In the first paper from my Ph.D. work, published on Research on Aging, we proposed a new strategy for operationalizing the concept of healthy aging and then demonstrated its usefulness. Specifically, I defined an index measure of healthy aging as a continuous variable, one that measures the degree to which an individual meets healthy aging criteria, as an alternative to the discrete (0,1) indicator for healthy aging, that earlier studies have used. I defined the index variable as the average standardized score for each individual in the five domains of healthy aging, mostly used in the literature: major disease, disability, physical functioning, cognitive functioning, and social engagement. I adopted a linear multivariate regression model for healthy aging and a linear regression model for the mid-life mediators. In the second paper, we used the discrete measure of healthy aging, as was previously used in the literature. I proposed a new method for calculating the direct and indirect effects in a model with the discrete outcome, using Maddala’s approach in calculating the marginal effects of a discrete choice model. We adopted a multivariate binary regression for healthy aging and linear regression for mid-life factors.
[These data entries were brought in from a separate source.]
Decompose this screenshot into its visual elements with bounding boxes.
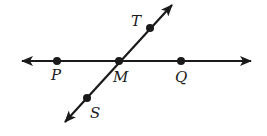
point-M	[115, 57, 123, 65]
point-S	[83, 94, 91, 102]
label-S: S	[90, 104, 100, 122]
point-P	[53, 57, 61, 65]
label-Q: Q	[175, 68, 187, 86]
label-P: P	[50, 66, 62, 84]
label-T: T	[131, 12, 142, 30]
label-M: M	[112, 68, 129, 86]
point-T	[146, 24, 154, 32]
point-Q	[177, 57, 185, 65]
intersecting-lines-diagram: P M Q T S	[0, 0, 267, 136]
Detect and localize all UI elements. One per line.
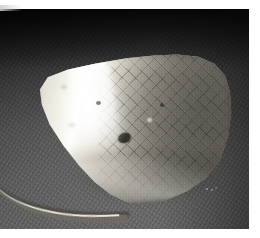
frame-margin-bottom xyxy=(0,229,260,238)
frame-top-left-sliver xyxy=(0,5,22,11)
photograph xyxy=(0,9,249,229)
photo-viewport: Close-up grayscale photo of a fan-shaped… xyxy=(0,0,260,238)
film-grain-overlay xyxy=(0,9,249,229)
frame-margin-top xyxy=(0,0,260,9)
frame-margin-right xyxy=(249,0,260,238)
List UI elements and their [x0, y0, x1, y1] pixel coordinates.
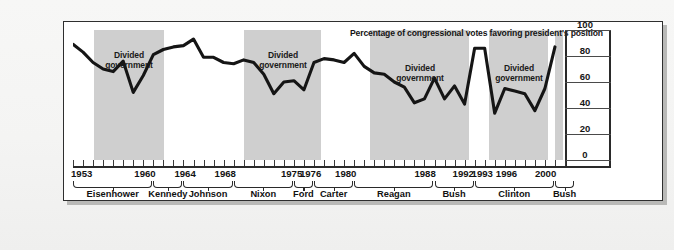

In both set-ups, since the error terms across these equations may be correlated, we adopted a seemingly unrelated regressions (SUR) model, in order to recognize random shocks in childhood, which were not directly observable in the data and might have influenced downstream life outcomes. After estimating each model, we calculated the direct, indirect, and total effects of childhood characteristics on the probability of healthy aging. To ensure our findings generalize to the population of non-institutionalized Americans, ages 65 and older, all estimates were weighted using sampling weights. We found that favorable childhood conditions significantly improved healthy aging scores, both directly and indirectly, mediated through education, income, and wealth. Our findings complement available research by showing that healthy aging is a function of childhood, adult, and later-life factors. The pathways from childhood factors to healthy aging, however, could be more complex than previously reported, and not considering the mediation role of mid-life factors leads to an underestimation of the effects of the childhood circumstances on healthy aging. Overall we have found that health at older age starts in childhood and that midlife circumstances are transmitters of the imprint of childhood conditions.
Expanding this stream of research, I am studying cognitive aging in the older Mexican population. This study will address the direct and indirect links between childhood and cognitive aging using national-level Mexican population data. Using MHAS enables cross-national comparisons of Mexicans, Mexican-born migrants, in the US and second-generation American-Mexican older adults, using similar datasets in the US (such as HRS).